Friday, May 04, 2007

Interesting Number

There's a lot of buzz on the Internet about this number:

09F9:1102:9D74:E35B:D841:56C5:6356:88C0

One guy said it's an IPv6 address on his network. Another guy used it as an encryption key in a short little program he published on Slashdot. Someone else pointed out that if anyone attempted to decrypt his program they might be in violation of the DMCA. (There's a lot of vitriol aimed at the DMCA and DRM and AACS and the RIAA and MPAA on the Slashdot site -- something about these things being anti-consumer.) There is an amazing number of references to this number in various forms all over the Internet.
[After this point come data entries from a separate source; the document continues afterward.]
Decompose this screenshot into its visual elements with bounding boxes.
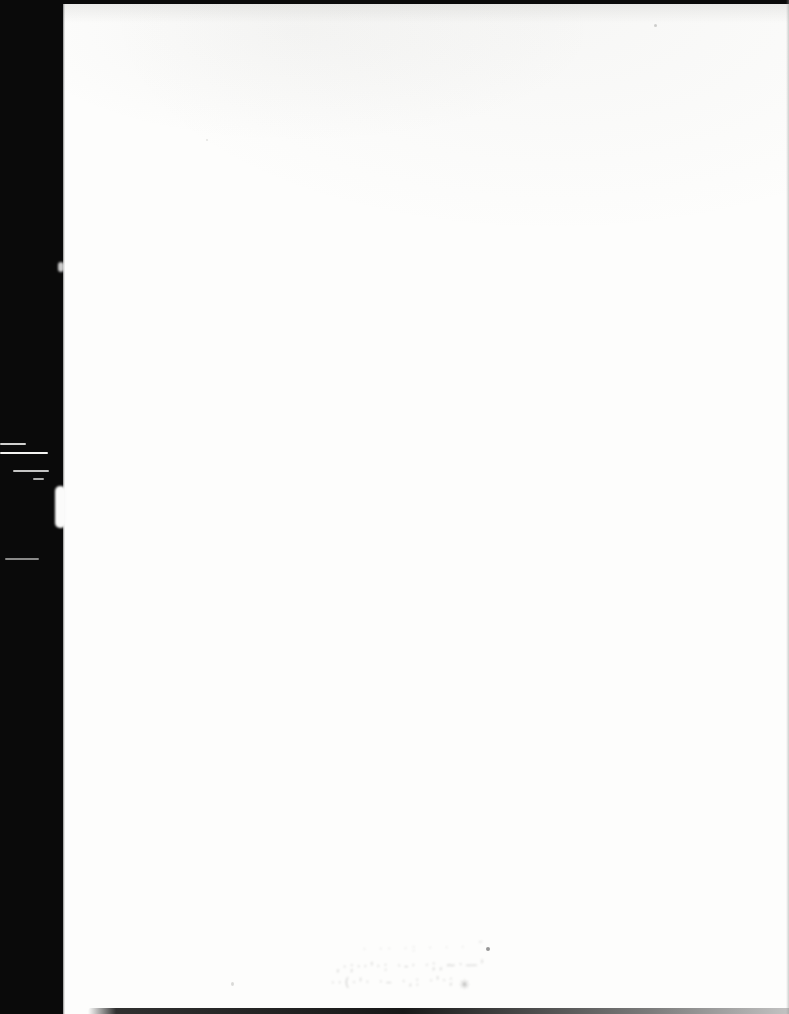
- paper-speck: [654, 24, 657, 27]
- paper-shading: [0, 0, 789, 1014]
- ink-showthrough-line: ··(·'· ·– ·,: ·'·;: [331, 974, 456, 991]
- scanned-page: · ·· ·: · · · ˝ ,·;··'·: ·-· ·;,~·—' ··(…: [0, 0, 789, 1014]
- scratch-line: [5, 558, 39, 560]
- ink-showthrough-mark: ✳: [459, 977, 470, 992]
- scratch-line: [0, 443, 26, 445]
- top-black-strip: [0, 0, 789, 4]
- top-edge-shading: [0, 3, 789, 23]
- scratch-line: [0, 452, 48, 454]
- scratch-line: [13, 470, 49, 472]
- bottom-black-strip: [88, 1008, 789, 1014]
- paper-speck: [231, 982, 234, 986]
- left-band-white-notch: [55, 486, 66, 528]
- paper-speck: [206, 139, 208, 141]
- left-scanner-band: [0, 0, 63, 1014]
- left-band-white-notch: [58, 262, 64, 272]
- ink-showthrough-dot: [486, 947, 490, 951]
- scratch-line: [33, 478, 44, 480]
I find it all rather interesting.

1 comment:

Kent West said...

This post actually made sense at the time. My memory is hazy now, but it had something to do with a decryption key, and some legal gymnastics that basically said this particular number was copyrighted or otherwise "owned" by someone as part of a decryption key, and thus could not be published without running afoul of ill-crafted laws like the Digital Millennium Copyright Act (DMCA) of 1998.

Of course, the notion of making it illegal to publish a number struck many persons, myself included, as ridiculous. What's next? Copyrighting the number One, so that you can sue the local highschool football fans for yelling, "We're Number 1!" at their pep rallies?

Pfft. Foolishness. Government run amuck.